New research has found that an individual’s personal beliefs about the causes of weight problems are a reliable indicator of whether he or she will support public policies designed to combat the problem. The study surveyed 1,009 people on their views about the causes of obesity and their level of support for 16 policy responses, taking demographics, health characteristics and political attitudes into account.
Archive for category Policy
This 58 page report summarizes state legislation proposed and passed in two broad policy categories (a) Healthy Eating and Physical Activity and (b) Healthy Community Design and Access to Healthy Food. The first category addresses policy approaches aimed primarily at nutrition and physical education in schools. The second category focuses on the built environment: land use, transportation and agriculture options. Enjoy reading.
Kelly Brownell of the Yale Rudd Center and Tom Friedan of the New York City Health Department wrote this paper about taxes on sodas – a sensible a way to get people to consume less of them in the April 30 issue of the New England Journal of Medicine.
On May 20th The Times ran a great article to followup on Kelly and Toms article. Please notice the graphs which will be useful in any presentation on public health nutrition. Enjoy!

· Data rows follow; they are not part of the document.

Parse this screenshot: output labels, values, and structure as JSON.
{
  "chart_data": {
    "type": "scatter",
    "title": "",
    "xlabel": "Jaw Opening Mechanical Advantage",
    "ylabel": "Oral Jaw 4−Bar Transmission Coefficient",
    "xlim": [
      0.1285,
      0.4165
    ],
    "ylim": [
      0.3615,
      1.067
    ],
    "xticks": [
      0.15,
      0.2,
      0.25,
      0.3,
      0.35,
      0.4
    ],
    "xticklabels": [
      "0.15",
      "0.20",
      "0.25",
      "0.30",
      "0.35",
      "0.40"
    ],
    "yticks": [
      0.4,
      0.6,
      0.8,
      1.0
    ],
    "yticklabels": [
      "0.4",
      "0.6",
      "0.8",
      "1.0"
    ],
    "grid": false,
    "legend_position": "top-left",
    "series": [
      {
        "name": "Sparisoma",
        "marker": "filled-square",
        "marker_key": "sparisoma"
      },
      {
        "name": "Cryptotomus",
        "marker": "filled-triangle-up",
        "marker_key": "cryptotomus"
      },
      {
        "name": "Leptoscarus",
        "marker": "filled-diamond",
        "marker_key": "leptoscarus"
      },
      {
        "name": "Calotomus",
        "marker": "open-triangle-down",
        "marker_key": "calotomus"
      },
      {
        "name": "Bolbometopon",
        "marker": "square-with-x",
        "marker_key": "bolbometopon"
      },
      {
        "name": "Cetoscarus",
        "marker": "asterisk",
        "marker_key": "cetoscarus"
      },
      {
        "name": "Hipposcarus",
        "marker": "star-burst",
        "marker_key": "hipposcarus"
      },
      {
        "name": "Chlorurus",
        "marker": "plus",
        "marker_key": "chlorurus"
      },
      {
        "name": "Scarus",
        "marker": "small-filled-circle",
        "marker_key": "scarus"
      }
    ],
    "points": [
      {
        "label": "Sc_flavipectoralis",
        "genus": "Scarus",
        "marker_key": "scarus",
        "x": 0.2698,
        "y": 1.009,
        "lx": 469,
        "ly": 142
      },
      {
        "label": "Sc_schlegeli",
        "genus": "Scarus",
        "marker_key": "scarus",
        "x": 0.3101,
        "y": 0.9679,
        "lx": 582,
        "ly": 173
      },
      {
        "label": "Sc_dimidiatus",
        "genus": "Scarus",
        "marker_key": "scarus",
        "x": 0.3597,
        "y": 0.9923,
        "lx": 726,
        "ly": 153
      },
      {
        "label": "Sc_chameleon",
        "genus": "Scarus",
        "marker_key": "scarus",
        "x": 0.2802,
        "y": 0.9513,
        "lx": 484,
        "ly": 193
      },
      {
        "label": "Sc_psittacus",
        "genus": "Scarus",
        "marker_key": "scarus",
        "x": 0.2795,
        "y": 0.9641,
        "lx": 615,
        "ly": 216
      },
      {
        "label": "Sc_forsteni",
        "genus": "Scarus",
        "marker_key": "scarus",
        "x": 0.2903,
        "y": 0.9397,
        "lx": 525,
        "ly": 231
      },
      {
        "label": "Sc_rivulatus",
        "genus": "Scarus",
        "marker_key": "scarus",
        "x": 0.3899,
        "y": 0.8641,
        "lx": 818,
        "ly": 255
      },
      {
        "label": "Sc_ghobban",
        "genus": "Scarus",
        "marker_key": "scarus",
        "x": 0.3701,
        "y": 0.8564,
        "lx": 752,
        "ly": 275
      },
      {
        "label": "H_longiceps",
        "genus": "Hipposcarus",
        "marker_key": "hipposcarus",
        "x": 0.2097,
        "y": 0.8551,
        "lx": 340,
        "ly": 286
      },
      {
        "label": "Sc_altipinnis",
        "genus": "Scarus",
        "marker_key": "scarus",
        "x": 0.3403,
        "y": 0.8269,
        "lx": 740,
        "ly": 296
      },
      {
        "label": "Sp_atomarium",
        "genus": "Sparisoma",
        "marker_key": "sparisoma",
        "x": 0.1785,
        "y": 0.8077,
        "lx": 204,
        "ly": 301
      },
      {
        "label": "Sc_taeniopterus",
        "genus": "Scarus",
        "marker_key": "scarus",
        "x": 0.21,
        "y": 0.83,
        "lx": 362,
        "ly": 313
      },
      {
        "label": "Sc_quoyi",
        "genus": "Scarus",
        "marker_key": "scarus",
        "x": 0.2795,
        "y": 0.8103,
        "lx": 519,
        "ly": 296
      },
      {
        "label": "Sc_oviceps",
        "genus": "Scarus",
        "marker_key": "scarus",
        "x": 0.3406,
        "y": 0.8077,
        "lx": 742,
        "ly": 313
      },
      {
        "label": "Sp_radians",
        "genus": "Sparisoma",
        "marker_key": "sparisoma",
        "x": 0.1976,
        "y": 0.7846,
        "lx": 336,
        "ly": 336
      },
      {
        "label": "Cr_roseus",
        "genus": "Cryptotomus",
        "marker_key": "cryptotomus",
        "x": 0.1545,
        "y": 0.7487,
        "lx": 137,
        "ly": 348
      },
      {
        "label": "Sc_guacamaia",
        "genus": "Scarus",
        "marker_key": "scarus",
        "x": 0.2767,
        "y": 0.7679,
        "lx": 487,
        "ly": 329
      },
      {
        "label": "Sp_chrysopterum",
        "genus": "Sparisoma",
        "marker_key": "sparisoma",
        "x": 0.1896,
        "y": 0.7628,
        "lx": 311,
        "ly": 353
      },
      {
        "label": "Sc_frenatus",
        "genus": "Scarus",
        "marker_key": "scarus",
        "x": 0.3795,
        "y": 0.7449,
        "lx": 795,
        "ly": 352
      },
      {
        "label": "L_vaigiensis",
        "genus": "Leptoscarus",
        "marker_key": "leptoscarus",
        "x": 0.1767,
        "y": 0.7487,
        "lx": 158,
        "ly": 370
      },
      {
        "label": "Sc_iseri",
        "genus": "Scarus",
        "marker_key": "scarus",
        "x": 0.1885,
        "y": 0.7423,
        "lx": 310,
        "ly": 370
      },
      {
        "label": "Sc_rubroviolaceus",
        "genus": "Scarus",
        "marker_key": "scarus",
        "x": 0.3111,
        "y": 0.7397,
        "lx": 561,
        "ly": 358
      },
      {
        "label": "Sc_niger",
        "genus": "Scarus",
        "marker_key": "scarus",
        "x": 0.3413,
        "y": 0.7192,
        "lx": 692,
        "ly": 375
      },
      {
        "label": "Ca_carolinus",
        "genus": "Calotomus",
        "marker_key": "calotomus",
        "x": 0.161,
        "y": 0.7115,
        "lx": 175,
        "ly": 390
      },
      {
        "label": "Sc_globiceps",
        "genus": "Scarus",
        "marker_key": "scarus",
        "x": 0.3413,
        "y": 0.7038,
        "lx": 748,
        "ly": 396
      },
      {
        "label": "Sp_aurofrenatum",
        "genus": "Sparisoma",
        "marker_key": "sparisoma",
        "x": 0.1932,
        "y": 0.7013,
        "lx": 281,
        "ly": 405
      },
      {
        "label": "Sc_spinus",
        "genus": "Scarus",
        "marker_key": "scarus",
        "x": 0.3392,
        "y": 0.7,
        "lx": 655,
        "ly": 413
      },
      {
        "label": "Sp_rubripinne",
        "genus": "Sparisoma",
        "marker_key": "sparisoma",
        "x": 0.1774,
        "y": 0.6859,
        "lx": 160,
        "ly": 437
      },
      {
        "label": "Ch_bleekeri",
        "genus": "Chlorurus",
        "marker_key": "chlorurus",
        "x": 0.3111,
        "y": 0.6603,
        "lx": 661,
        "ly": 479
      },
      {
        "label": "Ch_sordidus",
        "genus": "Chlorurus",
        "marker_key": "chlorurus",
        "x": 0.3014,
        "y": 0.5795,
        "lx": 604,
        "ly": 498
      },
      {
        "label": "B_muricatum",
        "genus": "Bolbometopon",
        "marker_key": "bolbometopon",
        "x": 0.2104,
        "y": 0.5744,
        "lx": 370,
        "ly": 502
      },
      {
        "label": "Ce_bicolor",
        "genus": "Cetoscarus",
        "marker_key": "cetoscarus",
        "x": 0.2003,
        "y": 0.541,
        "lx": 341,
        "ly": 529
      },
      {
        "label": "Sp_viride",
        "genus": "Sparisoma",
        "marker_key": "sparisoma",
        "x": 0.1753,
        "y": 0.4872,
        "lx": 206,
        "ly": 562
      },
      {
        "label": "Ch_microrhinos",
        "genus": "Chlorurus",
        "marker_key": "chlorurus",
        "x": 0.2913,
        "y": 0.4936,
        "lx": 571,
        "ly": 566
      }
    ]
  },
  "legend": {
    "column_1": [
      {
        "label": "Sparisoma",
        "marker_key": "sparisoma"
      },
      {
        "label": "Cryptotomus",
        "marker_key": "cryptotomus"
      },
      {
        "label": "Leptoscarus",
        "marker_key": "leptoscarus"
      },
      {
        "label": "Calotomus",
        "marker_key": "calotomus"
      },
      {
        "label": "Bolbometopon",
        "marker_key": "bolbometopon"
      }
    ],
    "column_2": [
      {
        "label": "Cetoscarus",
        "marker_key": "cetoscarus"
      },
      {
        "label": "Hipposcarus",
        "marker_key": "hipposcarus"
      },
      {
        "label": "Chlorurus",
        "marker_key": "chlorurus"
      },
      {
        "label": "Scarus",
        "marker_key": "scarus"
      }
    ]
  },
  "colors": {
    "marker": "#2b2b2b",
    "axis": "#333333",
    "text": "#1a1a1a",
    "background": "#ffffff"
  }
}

Junk food advertising on school campuses can undermine schools’ work to promote health and wellness among students. A new fact sheet that explains how school districts can develop an advertising policy that promotes health has been developed.
This free web-based seminar series aims to increase skills of researchers and practitioners in policy evaluation effectiveness.
The plenary sessions from the 20th National Conference on Chronic Disease Prevention and Control are now available to be viewed on-demand.
This review by JAMES F. SALLIS and KAREN GLANZ found that numerous cross-sectional studies have consistently demonstrated that some attributes of built and food environments are associated with physical activity, healthful eating, and obesity. Residents of walkable neighborhoods who have good access to recreation facilities are more likely to be physically active and less likely to be overweight or obese. Residents of communities with ready access to healthy foods also tend to have more healthful diets. Disparities in environments and policies that disadvantage low-income communities and racial minorities have been documented as well.
Legal solutions are immediately available to the government to address obesity and should be considered at the federal, state, and local levels. Including legal strategies for limiting children’s food marketing, confronting the potential addictive properties of food, compelling industry speech, increasing government speech, regulating conduct, using tort litigation, applying nuisance law as a litigation strategy, and considering performance-based regulation as an alternative to typical regulatory actions. Finally, preemption is an overriding issue and can play both a facilitative and a hindering role in obesity policy.
En joy this free report from IDG.com in the UK.
The Robert Wood Johnson Foundation (RWJF) in March announced tthat Temple University in Philadelphia will manage a new $19 million program called Public Health Law Research. The new program will fund research that explores legal and regulatory solutions to pressing health challenges such as chronic diseases and more. Research funded through the new program will answer fundamental questions such as: How do laws influence health and health behavior? Which laws have the greatest impact? Can current laws be made more effective through better implementation or revision? It will also support efforts to improve scientific methods for studying the impact of laws on health.